To my delight, this week’s readings speak directly to my dissertation topic and in an extremely affirming way. For before Giroux, before Freire and Foucault, way before Manovich and the New London Group… there was Maria Montessori, ripping the bolted school desks from the classroom floors and tossing them to the curb. Montessori identified “the interface” of the brick and mortar classroom not only as problematic to the physical and psychological development of children (not to mention educational development), but as symbolic and real means of suppression and oppression. Her focus was on “interface”–the design and architecture of the environment, the larger classroom environment, and the “environment” of “the lesson.”
8121: Cyborg Readings
I think the order in which I read these articles definitely had an effect on how I read them. Starting with Harraway made sense, particularly as all of the other readings, save for the MOO transcript, explicitly referenced her. Ending with the MOO transcript, however, prejudiced my reading of it because I kept looking for a manifestation of some of the claims in the theoretical works in the conversation captured by the MOO, and I found them.
8121: Selber’s “Reimagining the Functional side of Literacy”: What is Useful Now
The Selber article, “Reimagining the Functional side of Literacy,” demonstrates a history of a) thinking of “computer literacy” as the purview of rhet/comp, and b) arguing for the teaching of the affordances of specific digital platforms and programs. Although Selber’s definition of “functional literacy” carefully focuses on individuals’ capabilities and needs (assuming a need to function independently within computer discourses users immerse themselves in), as opposed to some objective set of “skills” an outsider or outside group deems “necessary” to qualify as “literate.”
Notes from Feenburg’s “Critical Theory of Technology: An Overview”
Key passages and thoughts on them:
Feenburg’s “instrumentalization theory”:
(47) “To judge an action as more or less efficient is already to have determined it to be tech- nical and therefore an appropriate object of such a judgment.”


DIRECTIONS FOR THIS TASK: Tell me how many lines in the data below hold the string "arrowhead", and say nothing else.

>>>>

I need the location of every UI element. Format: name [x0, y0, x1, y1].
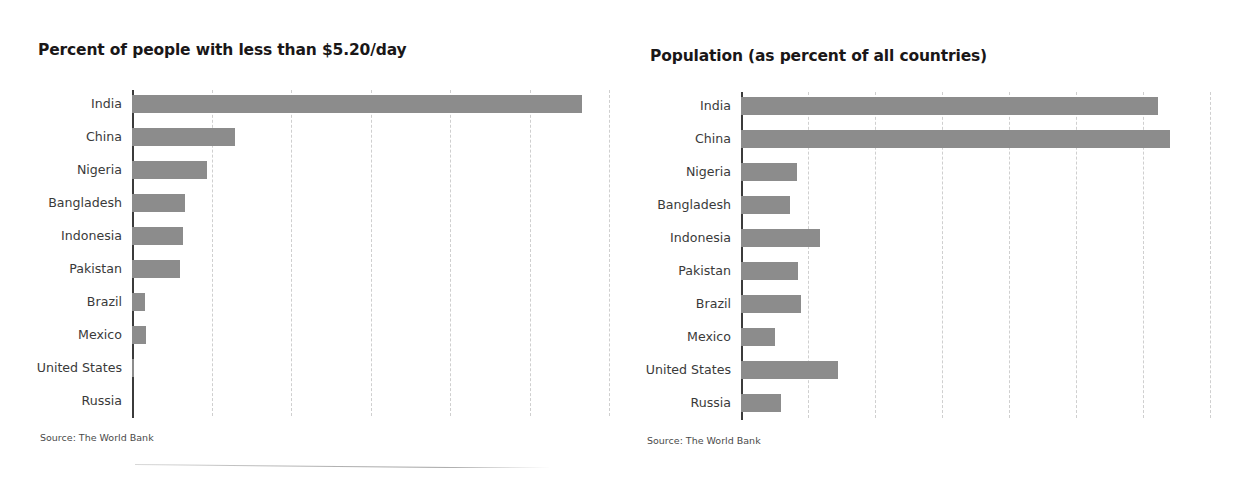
bar-row: Indonesia: [0, 226, 620, 259]
bar-row: Mexico: [630, 327, 1230, 360]
category-label-bangladesh: Bangladesh: [630, 196, 731, 214]
bar-row: Pakistan: [630, 261, 1230, 294]
source-note-poverty: Source: The World Bank: [40, 432, 154, 443]
category-label-indonesia: Indonesia: [0, 227, 122, 245]
bar-brazil: [132, 293, 145, 311]
category-label-united-states: United States: [630, 361, 731, 379]
category-label-nigeria: Nigeria: [0, 161, 122, 179]
bar-chart-population: IndiaChinaNigeriaBangladeshIndonesiaPaki…: [630, 90, 1230, 420]
bar-bangladesh: [132, 194, 185, 212]
bar-row: Pakistan: [0, 259, 620, 292]
bar-nigeria: [132, 161, 207, 179]
category-label-mexico: Mexico: [0, 326, 122, 344]
bar-mexico: [132, 326, 146, 344]
bar-row: Bangladesh: [0, 193, 620, 226]
category-label-indonesia: Indonesia: [630, 229, 731, 247]
category-label-bangladesh: Bangladesh: [0, 194, 122, 212]
bar-row: Indonesia: [630, 228, 1230, 261]
category-label-india: India: [630, 97, 731, 115]
category-label-china: China: [630, 130, 731, 148]
category-label-russia: Russia: [0, 392, 122, 410]
category-label-pakistan: Pakistan: [0, 260, 122, 278]
bar-chart-poverty: IndiaChinaNigeriaBangladeshIndonesiaPaki…: [0, 88, 620, 418]
category-label-brazil: Brazil: [630, 295, 731, 313]
bar-india: [132, 95, 582, 113]
bar-bangladesh: [741, 196, 790, 214]
source-note-population: Source: The World Bank: [647, 435, 761, 446]
bar-row: China: [0, 127, 620, 160]
category-label-nigeria: Nigeria: [630, 163, 731, 181]
bar-pakistan: [741, 262, 798, 280]
bar-united-states: [741, 361, 838, 379]
bar-row: Mexico: [0, 325, 620, 358]
bar-russia: [741, 394, 781, 412]
bar-row: United States: [0, 358, 620, 391]
category-label-mexico: Mexico: [630, 328, 731, 346]
bar-indonesia: [132, 227, 183, 245]
bar-row: India: [630, 96, 1230, 129]
bar-indonesia: [741, 229, 820, 247]
category-label-united-states: United States: [0, 359, 122, 377]
category-label-russia: Russia: [630, 394, 731, 412]
scan-artifact-line: [135, 463, 555, 468]
page-title-population: Population (as percent of all countries): [650, 47, 987, 65]
bar-row: Nigeria: [0, 160, 620, 193]
bar-mexico: [741, 328, 775, 346]
bar-china: [132, 128, 235, 146]
bar-china: [741, 130, 1170, 148]
page-title-poverty: Percent of people with less than $5.20/d…: [38, 41, 406, 59]
bar-row: Brazil: [630, 294, 1230, 327]
chart-panel-poverty: Percent of people with less than $5.20/d…: [0, 0, 630, 481]
bar-pakistan: [132, 260, 180, 278]
bar-india: [741, 97, 1158, 115]
bar-row: Bangladesh: [630, 195, 1230, 228]
bar-row: United States: [630, 360, 1230, 393]
chart-panel-population: Population (as percent of all countries)…: [630, 0, 1234, 481]
bar-row: China: [630, 129, 1230, 162]
bar-row: Brazil: [0, 292, 620, 325]
bar-united-states: [132, 359, 134, 377]
category-label-pakistan: Pakistan: [630, 262, 731, 280]
category-label-brazil: Brazil: [0, 293, 122, 311]
bar-row: Nigeria: [630, 162, 1230, 195]
category-label-india: India: [0, 95, 122, 113]
bar-nigeria: [741, 163, 797, 181]
bar-row: Russia: [0, 391, 620, 424]
category-label-china: China: [0, 128, 122, 146]
bar-row: Russia: [630, 393, 1230, 426]
bar-brazil: [741, 295, 801, 313]
bar-row: India: [0, 94, 620, 127]
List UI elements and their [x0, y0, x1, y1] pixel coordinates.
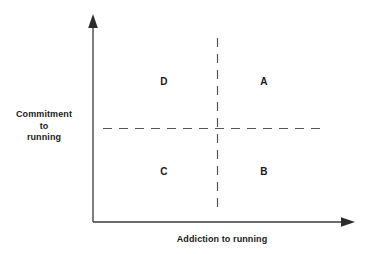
y-axis-label-line-2: to — [2, 121, 86, 133]
quadrant-label-d: D — [154, 76, 174, 88]
quadrant-label-a: A — [254, 76, 274, 88]
x-axis-arrowhead-icon — [341, 217, 355, 227]
quadrant-diagram-figure: D A C B Commitment to running Addiction … — [0, 0, 369, 254]
y-axis-label-line-3: running — [2, 132, 86, 144]
y-axis-label-line-1: Commitment — [2, 109, 86, 121]
y-axis-arrowhead-icon — [88, 14, 98, 28]
y-axis-label: Commitment to running — [2, 109, 86, 144]
x-axis-label: Addiction to running — [132, 234, 312, 245]
quadrant-label-b: B — [254, 166, 274, 178]
quadrant-label-c: C — [154, 166, 174, 178]
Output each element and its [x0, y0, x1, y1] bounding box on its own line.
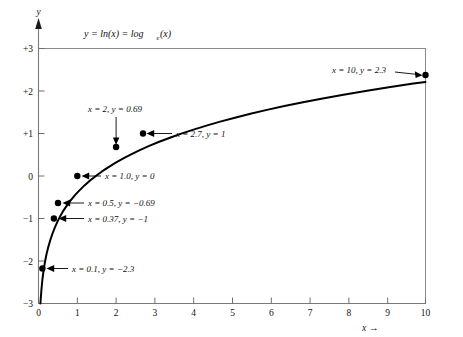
- data-point-x2: [113, 144, 119, 150]
- x-tick-label-5: 5: [230, 308, 235, 318]
- annotation-label-x27: x = 2.7, y = 1: [175, 129, 225, 139]
- data-point-x27: [140, 130, 146, 136]
- data-point-x05: [55, 200, 61, 206]
- y-tick-label-m1: −1: [23, 214, 33, 224]
- chart-title: y = ln(x) = log e (x): [83, 28, 172, 41]
- annotation-x037: x = 0.37, y = −1: [51, 214, 148, 224]
- x-ticks: [39, 298, 426, 304]
- data-point-x10: [422, 72, 428, 78]
- x-tick-labels: 0 1 2 3 4 5 6 7 8 9 10: [36, 308, 430, 318]
- chart-title-main: y = ln(x) = log: [83, 28, 144, 40]
- arrowhead-x01: [47, 265, 55, 272]
- annotation-x05: x = 0.5, y = −0.69: [55, 198, 155, 208]
- annotation-label-x05: x = 0.5, y = −0.69: [87, 198, 155, 208]
- x-tick-label-6: 6: [269, 308, 274, 318]
- annotation-label-x01: x = 0.1, y = −2.3: [71, 264, 135, 274]
- x-tick-label-9: 9: [385, 308, 390, 318]
- annotation-x1: x = 1.0, y = 0: [74, 171, 155, 181]
- annotation-x27: x = 2.7, y = 1: [140, 129, 226, 139]
- x-tick-label-4: 4: [191, 308, 196, 318]
- annotation-x01: x = 0.1, y = −2.3: [39, 264, 135, 274]
- y-tick-label-m2: −2: [23, 257, 33, 267]
- ln-plot-svg: y y = ln(x) = log e (x) 0 1 2 3 4 5 6 7 …: [0, 0, 463, 337]
- annotation-label-x2: x = 2, y = 0.69: [87, 104, 142, 114]
- chart-figure: y y = ln(x) = log e (x) 0 1 2 3 4 5 6 7 …: [0, 0, 463, 337]
- y-axis-label: y: [35, 7, 41, 17]
- x-tick-label-8: 8: [347, 308, 352, 318]
- y-axis-arrowhead: [35, 18, 42, 29]
- x-tick-label-0: 0: [36, 308, 41, 318]
- y-tick-label-p1: +1: [23, 129, 33, 139]
- x-axis-arrow-icon: →: [369, 323, 379, 333]
- x-axis-label: x: [361, 323, 367, 333]
- y-tick-label-m3: −3: [23, 299, 33, 309]
- annotation-label-x10: x = 10, y = 2.3: [331, 65, 386, 75]
- y-tick-label-p2: +2: [23, 87, 33, 97]
- data-point-x01: [39, 265, 45, 271]
- arrowhead-x1: [82, 173, 90, 180]
- x-tick-label-1: 1: [75, 308, 80, 318]
- y-tick-label-0: 0: [28, 172, 33, 182]
- data-point-x1: [74, 173, 80, 179]
- y-tick-label-p3: +3: [23, 44, 33, 54]
- arrowhead-x27: [147, 130, 155, 137]
- x-tick-label-3: 3: [153, 308, 158, 318]
- x-tick-label-2: 2: [114, 308, 119, 318]
- annotation-label-x037: x = 0.37, y = −1: [87, 214, 148, 224]
- arrowhead-x10: [415, 71, 423, 78]
- annotation-label-x1: x = 1.0, y = 0: [104, 171, 155, 181]
- x-tick-label-10: 10: [421, 308, 431, 318]
- y-tick-labels: +3 +2 +1 0 −1 −2 −3: [23, 44, 33, 309]
- annotation-x2: x = 2, y = 0.69: [87, 104, 142, 150]
- data-point-x037: [51, 215, 57, 221]
- x-tick-label-7: 7: [308, 308, 313, 318]
- chart-title-tail: (x): [160, 28, 172, 40]
- x-axis-label-group: x →: [361, 323, 379, 333]
- annotation-x10: x = 10, y = 2.3: [331, 65, 429, 78]
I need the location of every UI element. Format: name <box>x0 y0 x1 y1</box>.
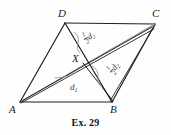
diagonal-label-d1: d1 <box>70 83 78 93</box>
figure-caption: Ex. 29 <box>0 117 171 128</box>
vertex-label-A: A <box>9 104 16 115</box>
geometry-figure: D C B A X 1 2 d2 1 2 d2 d1 Ex. 29 <box>0 0 171 135</box>
side-AD <box>20 23 65 102</box>
arc-d1-angle <box>55 72 76 78</box>
vertex-label-X: X <box>72 53 79 64</box>
diagonal-subscript-d1: 1 <box>75 87 78 93</box>
vertex-label-C: C <box>152 8 159 19</box>
vertex-label-B: B <box>110 104 117 115</box>
vertex-label-D: D <box>58 8 66 19</box>
geometry-diagram-svg <box>0 0 171 135</box>
side-DC <box>65 23 155 24</box>
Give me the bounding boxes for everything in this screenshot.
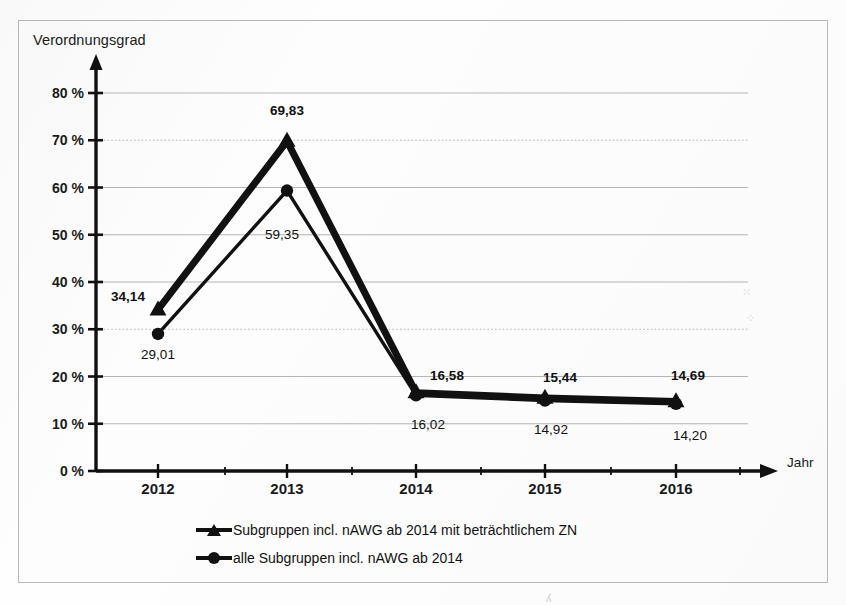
- y-tick-label-40: 40 %: [22, 274, 84, 290]
- y-tick-label-10: 10 %: [22, 416, 84, 432]
- data-label-s1-2014: 16,02: [411, 417, 445, 432]
- y-tick-label-0: 0 %: [22, 463, 84, 479]
- x-tick-label-2014: 2014: [399, 480, 432, 497]
- legend-label-0: Subgruppen incl. nAWG ab 2014 mit beträc…: [232, 522, 577, 538]
- data-label-s0-2015: 15,44: [543, 370, 577, 385]
- legend-item-subgruppen-zn: Subgruppen incl. nAWG ab 2014 mit beträc…: [196, 518, 716, 542]
- y-tick-label-70: 70 %: [22, 132, 84, 148]
- x-axis-title: Jahr: [787, 455, 814, 470]
- data-label-s1-2013: 59,35: [265, 227, 299, 242]
- legend-item-alle-subgruppen: alle Subgruppen incl. nAWG ab 2014: [196, 546, 716, 570]
- y-axis-title: Verordnungsgrad: [33, 32, 146, 48]
- circle-marker-icon: [196, 550, 232, 566]
- marker-circle-2014: [410, 389, 422, 401]
- scan-artifact: ⁙: [742, 286, 751, 299]
- marker-circle-2016: [670, 398, 682, 410]
- data-label-s0-2012: 34,14: [111, 289, 145, 304]
- data-label-s0-2014: 16,58: [430, 368, 464, 383]
- y-axis-arrow: [90, 54, 103, 70]
- scan-artifact: ʎ: [546, 592, 552, 604]
- data-label-s1-2016: 14,20: [673, 428, 707, 443]
- marker-triangle-2013: [279, 132, 296, 147]
- y-tick-label-50: 50 %: [22, 227, 84, 243]
- series-line-1: [158, 191, 676, 404]
- y-tick-label-20: 20 %: [22, 369, 84, 385]
- data-label-s1-2012: 29,01: [141, 347, 175, 362]
- y-tick-label-30: 30 %: [22, 321, 84, 337]
- series-line-0: [158, 141, 676, 402]
- data-label-s1-2015: 14,92: [534, 422, 568, 437]
- marker-circle-2012: [152, 328, 164, 340]
- x-tick-label-2015: 2015: [528, 480, 561, 497]
- data-label-s0-2016: 14,69: [671, 368, 705, 383]
- y-tick-label-80: 80 %: [22, 85, 84, 101]
- triangle-marker-icon: [196, 522, 232, 538]
- series-markers: [150, 132, 685, 410]
- marker-circle-2015: [539, 394, 551, 406]
- data-label-s0-2013: 69,83: [270, 103, 304, 118]
- marker-circle-2013: [281, 184, 293, 196]
- y-tick-label-60: 60 %: [22, 180, 84, 196]
- x-axis-arrow: [760, 464, 778, 478]
- scan-artifact: ⁘: [746, 312, 755, 325]
- chart-legend: Subgruppen incl. nAWG ab 2014 mit beträc…: [196, 518, 716, 574]
- x-tick-label-2016: 2016: [659, 480, 692, 497]
- series-lines: [158, 141, 676, 404]
- x-tick-label-2013: 2013: [270, 480, 303, 497]
- x-tick-label-2012: 2012: [141, 480, 174, 497]
- legend-label-1: alle Subgruppen incl. nAWG ab 2014: [232, 550, 463, 566]
- chart-page: Verordnungsgrad Jahr 0 %10 %20 %30 %40 %…: [0, 0, 846, 605]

<<<<

YOUR RESPONSE: 7